The Vor'keth were established at the founding of the Grakh'tor Clan Confederacy under Vrak'thun Mor'zhaal at approximately -930 A.P. Whether they existed in some prior form before the unification is not documented. The shamanic tradition suggests continuity with the shamanic practices the orc clans brought through the Third Permutatio, but Plinius considers this claim unverifiable and notes that the Vor'keth would have institutional reasons to assert continuity even if the actual history was more complicated.

What is documentable: the organisation has existed in its current form, with consistent methods and consistent purpose, for approximately two thousand years. It has outlasted every political crisis the confederacy has experienced. It has survived the Keth'dural Grak, the succession fracturing after Vrak'thun's death, several subsequent near-dissolutions of the confederacy, and eighty-six Vor'grak transitions. Its institutional continuity is the most remarkable fact about it, and Plinius notes that institutional continuity of this kind requires active maintenance rather than passive survival.

Documented Interventions
  • Approximately -860 A.P.: Substitution of Vrak'thun Mor'zhaal's clanhold death with a battlefield death in the oral tradition. The Vor'keth of that era considered the actual death inadequate to the legend's requirements. They were probably correct.
  • Approximately -460 A.P.: Insertion of the open ending of the Grak'thun Vor'shen during the confederacy's first serious fragmentation crisis. The tradition was adjusted to point forward. The fragmentation stabilised.
  • Approximately 780 A.P.: Access to the volcanic agricultural zone restricted during a succession dispute. The succession resolved in alignment with the Vor'keth's assessment of what the confederacy required.
  • Approximately 1043 A.P.: Agricultural access restricted for six days following a Grak'thun council decision the Vor'keth found theologically irregular. The decision was revised.
  • 1181 A.P.: Plinius visits Locus Incertorum and raises the question of whether the centaurs can read Vhessen with the excavation team. The Vor'keth maintain a relationship with the centaur shamanic tradition that neither party has disclosed to Roman scholarship.
  • 1194 A.P.: The Vor'keth note the correlation between the Pale Wanderer's return and the Caldera's silence. They add an annotation to the Grakh'shen Dal record. They do not communicate this to Gharkon.
  • 1197 A.P.: Gharkon Krul'gash fails to make the Keth'voral pilgrimage for the third consecutive year. The inner council completes an assessment of the succession situation. The assessment is not communicated externally.

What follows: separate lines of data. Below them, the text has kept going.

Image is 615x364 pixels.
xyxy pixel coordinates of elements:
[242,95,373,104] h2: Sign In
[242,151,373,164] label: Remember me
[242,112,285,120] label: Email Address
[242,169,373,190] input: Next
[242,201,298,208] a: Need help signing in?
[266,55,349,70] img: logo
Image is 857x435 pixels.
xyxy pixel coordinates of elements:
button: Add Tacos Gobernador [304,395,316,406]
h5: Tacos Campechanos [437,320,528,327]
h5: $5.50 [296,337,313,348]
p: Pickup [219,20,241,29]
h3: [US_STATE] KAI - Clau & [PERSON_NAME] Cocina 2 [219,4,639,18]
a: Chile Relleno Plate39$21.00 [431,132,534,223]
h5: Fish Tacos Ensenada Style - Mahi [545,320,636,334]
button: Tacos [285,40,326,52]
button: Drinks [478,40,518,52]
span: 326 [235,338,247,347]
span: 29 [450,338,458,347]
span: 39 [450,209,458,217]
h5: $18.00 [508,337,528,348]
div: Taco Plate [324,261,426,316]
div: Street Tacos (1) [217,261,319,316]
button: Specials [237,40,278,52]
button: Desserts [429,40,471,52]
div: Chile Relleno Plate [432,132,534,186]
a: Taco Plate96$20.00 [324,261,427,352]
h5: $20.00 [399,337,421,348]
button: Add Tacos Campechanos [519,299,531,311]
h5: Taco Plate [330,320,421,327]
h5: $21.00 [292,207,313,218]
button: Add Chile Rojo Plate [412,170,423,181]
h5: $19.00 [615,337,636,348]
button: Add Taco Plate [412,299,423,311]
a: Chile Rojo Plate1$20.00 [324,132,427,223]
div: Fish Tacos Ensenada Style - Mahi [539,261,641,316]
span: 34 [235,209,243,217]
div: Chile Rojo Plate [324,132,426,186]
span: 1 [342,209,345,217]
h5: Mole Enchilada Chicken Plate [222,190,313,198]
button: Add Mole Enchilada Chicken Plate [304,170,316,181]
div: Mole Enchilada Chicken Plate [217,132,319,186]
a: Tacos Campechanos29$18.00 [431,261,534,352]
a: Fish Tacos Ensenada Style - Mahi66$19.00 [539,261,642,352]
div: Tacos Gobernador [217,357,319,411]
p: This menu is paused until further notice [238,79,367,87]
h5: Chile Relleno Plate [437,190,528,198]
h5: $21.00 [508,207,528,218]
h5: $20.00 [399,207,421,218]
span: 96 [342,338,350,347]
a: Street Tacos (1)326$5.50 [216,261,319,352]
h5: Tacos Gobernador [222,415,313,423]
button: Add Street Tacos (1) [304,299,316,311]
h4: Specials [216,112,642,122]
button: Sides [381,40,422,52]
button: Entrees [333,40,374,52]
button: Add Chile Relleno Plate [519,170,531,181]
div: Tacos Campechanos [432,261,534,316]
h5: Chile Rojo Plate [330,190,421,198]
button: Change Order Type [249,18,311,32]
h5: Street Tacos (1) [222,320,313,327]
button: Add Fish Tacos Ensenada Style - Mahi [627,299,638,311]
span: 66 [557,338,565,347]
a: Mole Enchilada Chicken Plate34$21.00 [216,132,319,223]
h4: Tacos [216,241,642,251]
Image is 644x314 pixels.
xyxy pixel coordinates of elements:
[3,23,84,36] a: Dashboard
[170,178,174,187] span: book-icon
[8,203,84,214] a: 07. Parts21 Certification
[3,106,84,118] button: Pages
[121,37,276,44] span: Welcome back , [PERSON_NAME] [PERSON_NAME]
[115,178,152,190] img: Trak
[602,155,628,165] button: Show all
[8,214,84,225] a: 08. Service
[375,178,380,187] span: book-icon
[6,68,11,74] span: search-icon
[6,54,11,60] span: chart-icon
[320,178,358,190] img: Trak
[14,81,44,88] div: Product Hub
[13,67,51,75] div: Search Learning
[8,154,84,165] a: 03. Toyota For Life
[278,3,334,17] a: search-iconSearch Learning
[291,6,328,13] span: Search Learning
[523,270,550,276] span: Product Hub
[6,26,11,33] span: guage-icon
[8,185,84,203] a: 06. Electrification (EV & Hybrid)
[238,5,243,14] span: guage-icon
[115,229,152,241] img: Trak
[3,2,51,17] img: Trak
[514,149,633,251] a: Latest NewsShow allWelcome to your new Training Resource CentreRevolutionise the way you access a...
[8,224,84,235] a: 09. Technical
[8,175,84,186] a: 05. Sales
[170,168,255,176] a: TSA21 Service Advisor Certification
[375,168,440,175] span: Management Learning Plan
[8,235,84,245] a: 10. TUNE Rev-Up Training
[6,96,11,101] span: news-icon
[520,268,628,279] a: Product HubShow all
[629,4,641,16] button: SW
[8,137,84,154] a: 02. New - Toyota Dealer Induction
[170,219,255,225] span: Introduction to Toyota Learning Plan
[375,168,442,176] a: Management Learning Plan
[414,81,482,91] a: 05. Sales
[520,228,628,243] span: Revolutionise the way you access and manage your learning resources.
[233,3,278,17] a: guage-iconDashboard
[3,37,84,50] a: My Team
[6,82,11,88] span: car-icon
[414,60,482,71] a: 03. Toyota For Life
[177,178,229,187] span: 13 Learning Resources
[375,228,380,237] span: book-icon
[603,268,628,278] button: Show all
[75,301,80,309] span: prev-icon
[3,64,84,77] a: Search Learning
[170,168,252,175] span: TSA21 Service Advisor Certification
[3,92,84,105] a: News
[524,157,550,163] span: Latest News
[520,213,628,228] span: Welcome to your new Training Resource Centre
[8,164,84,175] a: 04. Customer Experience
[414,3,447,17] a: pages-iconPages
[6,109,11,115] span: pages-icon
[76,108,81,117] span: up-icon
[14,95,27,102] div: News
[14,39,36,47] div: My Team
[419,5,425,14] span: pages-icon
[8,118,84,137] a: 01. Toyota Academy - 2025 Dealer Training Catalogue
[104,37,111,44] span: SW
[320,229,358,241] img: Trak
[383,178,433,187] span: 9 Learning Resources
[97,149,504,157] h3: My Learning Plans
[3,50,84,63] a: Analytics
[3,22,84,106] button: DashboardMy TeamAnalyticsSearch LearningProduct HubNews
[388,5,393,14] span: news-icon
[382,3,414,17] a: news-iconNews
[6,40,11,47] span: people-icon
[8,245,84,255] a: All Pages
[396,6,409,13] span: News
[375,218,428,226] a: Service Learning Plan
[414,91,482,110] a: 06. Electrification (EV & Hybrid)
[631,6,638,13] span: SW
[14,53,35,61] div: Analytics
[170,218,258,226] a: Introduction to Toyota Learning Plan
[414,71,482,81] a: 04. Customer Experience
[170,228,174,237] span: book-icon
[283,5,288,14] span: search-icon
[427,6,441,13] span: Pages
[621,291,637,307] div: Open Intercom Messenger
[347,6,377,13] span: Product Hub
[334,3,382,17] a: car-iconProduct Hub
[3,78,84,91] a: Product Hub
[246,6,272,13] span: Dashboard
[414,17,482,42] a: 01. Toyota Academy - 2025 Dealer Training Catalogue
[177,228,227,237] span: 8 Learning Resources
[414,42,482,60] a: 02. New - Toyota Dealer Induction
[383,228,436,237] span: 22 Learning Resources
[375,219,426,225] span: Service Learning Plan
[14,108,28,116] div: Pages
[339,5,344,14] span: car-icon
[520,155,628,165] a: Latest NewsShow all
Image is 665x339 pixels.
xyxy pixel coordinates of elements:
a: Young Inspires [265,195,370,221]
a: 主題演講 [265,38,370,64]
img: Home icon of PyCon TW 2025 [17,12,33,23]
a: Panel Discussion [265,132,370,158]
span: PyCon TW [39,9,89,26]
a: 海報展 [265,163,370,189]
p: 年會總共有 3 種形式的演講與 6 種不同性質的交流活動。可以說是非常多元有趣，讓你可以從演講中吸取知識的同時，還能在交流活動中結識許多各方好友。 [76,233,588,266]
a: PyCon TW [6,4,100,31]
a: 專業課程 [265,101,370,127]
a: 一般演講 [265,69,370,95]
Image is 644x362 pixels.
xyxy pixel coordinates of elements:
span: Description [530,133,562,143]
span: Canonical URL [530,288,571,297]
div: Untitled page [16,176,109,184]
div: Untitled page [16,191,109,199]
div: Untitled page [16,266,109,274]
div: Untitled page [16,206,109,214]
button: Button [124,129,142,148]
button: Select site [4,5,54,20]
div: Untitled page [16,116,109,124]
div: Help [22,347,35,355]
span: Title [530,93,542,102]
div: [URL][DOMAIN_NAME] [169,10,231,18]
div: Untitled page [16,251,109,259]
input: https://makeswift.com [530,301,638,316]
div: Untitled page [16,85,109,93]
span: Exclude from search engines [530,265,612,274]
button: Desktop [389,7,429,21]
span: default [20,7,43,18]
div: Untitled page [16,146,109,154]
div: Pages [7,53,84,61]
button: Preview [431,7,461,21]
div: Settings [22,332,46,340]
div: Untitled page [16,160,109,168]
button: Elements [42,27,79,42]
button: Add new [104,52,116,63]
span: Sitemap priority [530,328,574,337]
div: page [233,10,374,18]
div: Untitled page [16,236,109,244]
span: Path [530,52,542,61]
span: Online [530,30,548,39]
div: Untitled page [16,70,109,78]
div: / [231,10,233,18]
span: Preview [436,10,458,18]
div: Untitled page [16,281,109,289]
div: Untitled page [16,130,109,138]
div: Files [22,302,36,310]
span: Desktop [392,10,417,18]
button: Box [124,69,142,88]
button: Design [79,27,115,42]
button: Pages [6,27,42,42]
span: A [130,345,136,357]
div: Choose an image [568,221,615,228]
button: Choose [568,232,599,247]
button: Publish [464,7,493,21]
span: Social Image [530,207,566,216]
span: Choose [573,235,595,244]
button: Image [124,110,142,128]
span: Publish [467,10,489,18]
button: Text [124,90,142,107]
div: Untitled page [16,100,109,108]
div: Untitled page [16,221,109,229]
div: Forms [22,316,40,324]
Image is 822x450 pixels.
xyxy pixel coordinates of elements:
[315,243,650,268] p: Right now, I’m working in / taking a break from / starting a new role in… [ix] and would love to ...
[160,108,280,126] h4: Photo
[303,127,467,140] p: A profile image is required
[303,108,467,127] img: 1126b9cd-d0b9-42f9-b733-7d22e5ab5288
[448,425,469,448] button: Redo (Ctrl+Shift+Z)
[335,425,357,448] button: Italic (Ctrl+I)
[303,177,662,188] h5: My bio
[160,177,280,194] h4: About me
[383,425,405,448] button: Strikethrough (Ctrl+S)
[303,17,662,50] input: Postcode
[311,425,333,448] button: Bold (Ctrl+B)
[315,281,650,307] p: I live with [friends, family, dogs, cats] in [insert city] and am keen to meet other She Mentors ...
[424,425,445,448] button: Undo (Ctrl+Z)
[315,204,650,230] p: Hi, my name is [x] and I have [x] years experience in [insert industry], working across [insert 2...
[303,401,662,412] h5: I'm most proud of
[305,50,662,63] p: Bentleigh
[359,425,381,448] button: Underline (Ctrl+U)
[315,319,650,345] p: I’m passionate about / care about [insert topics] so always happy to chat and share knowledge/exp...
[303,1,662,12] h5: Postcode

These are the interventions Plinius has been able to identify. He considers it unlikely they are the complete list.

Foreign Relations

The Vor'keth do not conduct foreign relations. This is accurate in the formal sense: they have no diplomatic apparatus, no treaty relationships, no acknowledged role in the confederacy's external affairs. It is not accurate in the operational sense.

  • The centaur shamanic tradition: the Vor'keth maintain a relationship with the Campus Magnus centaur shamanic orders that neither party has disclosed to Roman scholarship. The nature of this relationship is not documented by any source available to Plinius. He knows it exists because the centaur elder Aethon Deepmeadow has read the fifth movement of the Grak'thun Vor'shen, and that text is not accessible except through the Vor'keth.
  • Locus Incertorum: the Vor'keth observe the Roman excavation at Locus Incertorum from the perimeter. They have not communicated what they know about the Vhaasenn ruins to the Roman excavation team or to any Roman scholar. The relationship between the Vhessen ley system and the Grakh'vol ley network is not something the Vor'keth have chosen to make available to Roman scholarship.
  • The Zrek'vali situation: the Vor'keth are aware that something has changed in the goblin warrens. They do not have complete information about the Year 0 declaration or Skrix Vreth's negotiations. They are aware that the goblin forge output has shifted in ways the orc military assessment has not yet registered. They are watching.
Show Spoiler
The Vor'keth have a more sophisticated assessment of Roman intentions on the frontier than Gharkon does. They have had access to information from the border market intelligence network that the Vor'grak's war-marshals do not process as strategic intelligence. Their current assessment: Rome is not planning a military crossing of the frontier. Rome is waiting for the succession to produce a weaker Vor'grak than Gharkon. The Vor'keth consider this assessment accurate and do not consider it their responsibility to communicate it to Gharkon, because a Vor'grak who cannot reach this conclusion independently is not the kind of Vor'grak who should be receiving Vor'keth strategic assessments.

Mythology & Lore

The Vor'keth's theological framework rests on a single observable fact: the war-gods acknowledge worth, and that acknowledgement is visible in the Caldera's responses. Everything else the Vor'keth believe follows from this fact and from two thousand years of observation of what the Caldera responds to and what it does not.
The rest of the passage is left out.